Sept. 9, 2013: Sales of Lewis's The Big Short reach 691000 print copies in the U.S..

Going Infinite: The Rise and Fall of a New Tycoon

The Premonition: A Pandemic Story

What are the consequences if the people given control over our government have no idea how it works?"The election happened," remembers Elizabeth Sherwood-Randall, then deputy secretary of the Department of Energy. "And then there was radio silence." Across all departments, similar stories were playing out: Trump appointees were few and far between; those that did show up were shockingly uninformed about the functions of their new workplace. Some even threw away the briefing books that had been prepared for them.Michael Lewis’s brilliant narrative takes us into the engine rooms of a government under attack by its own leaders. In Agriculture the funding of vital programs like food stamps and school lunches is being slashed. The Commerce Department may not have enough staff to conduct the 2020 Census properly. Over at Energy, where international nuclear risk is managed, it’s not clear there will be enough inspectors to track and locate black market uranium before terrorists do.Willful ignorance plays a role in these looming disasters. If your ambition is to maximize short-term gains without regard to the long-term cost, you are better off not knowing those costs. If you want to preserve your personal immunity to the hard problems, it’s better never to really understand those problems. There is upside to ignorance, and downside to knowledge. Knowledge makes life messier. It makes it a bit more difficult for a person who wishes to shrink the world to a worldview.If there are dangerous fools in this book, there are also heroes, unsung, of course. They are the linchpins of the system―those public servants whose knowledge, dedication, and proactivity keep the machinery running. Michael Lewis finds them, and he asks them what keeps them up at night.

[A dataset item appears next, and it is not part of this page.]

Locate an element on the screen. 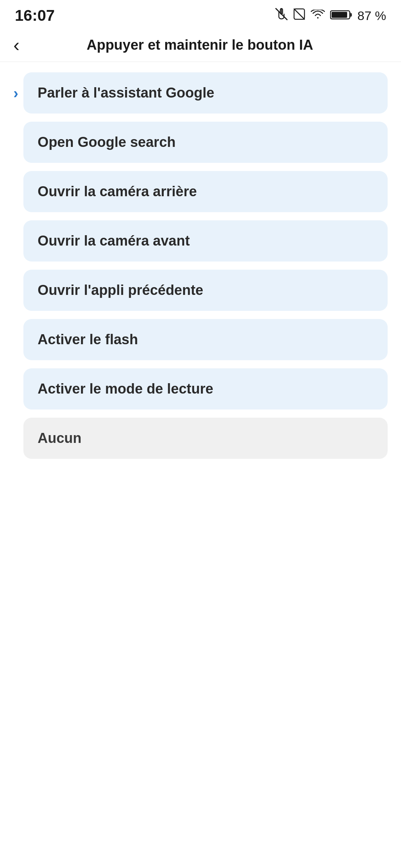  battery-icon is located at coordinates (341, 16).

“Brilliant. . . . Lewis has given us a spectacular account of two great men who faced up to uncertainty and the limits of human reason.” ―William Easterly, Wall Street Journal Forty years ago, Israeli psychologists Daniel Kahneman and Amos Tversky wrote a series of breathtakingly original papers that invented the field of behavioral economics. One of the greatest partnerships in the history of science, Kahneman and Tversky’s extraordinary friendship incited a revolution in Big Data studies, advanced evidence-based medicine, led to a new approach to government regulation, and made much of Michael Lewis’s own work possible. In The Undoing Project, Lewis shows how their Nobel Prize–winning theory of the mind altered our perception of reality.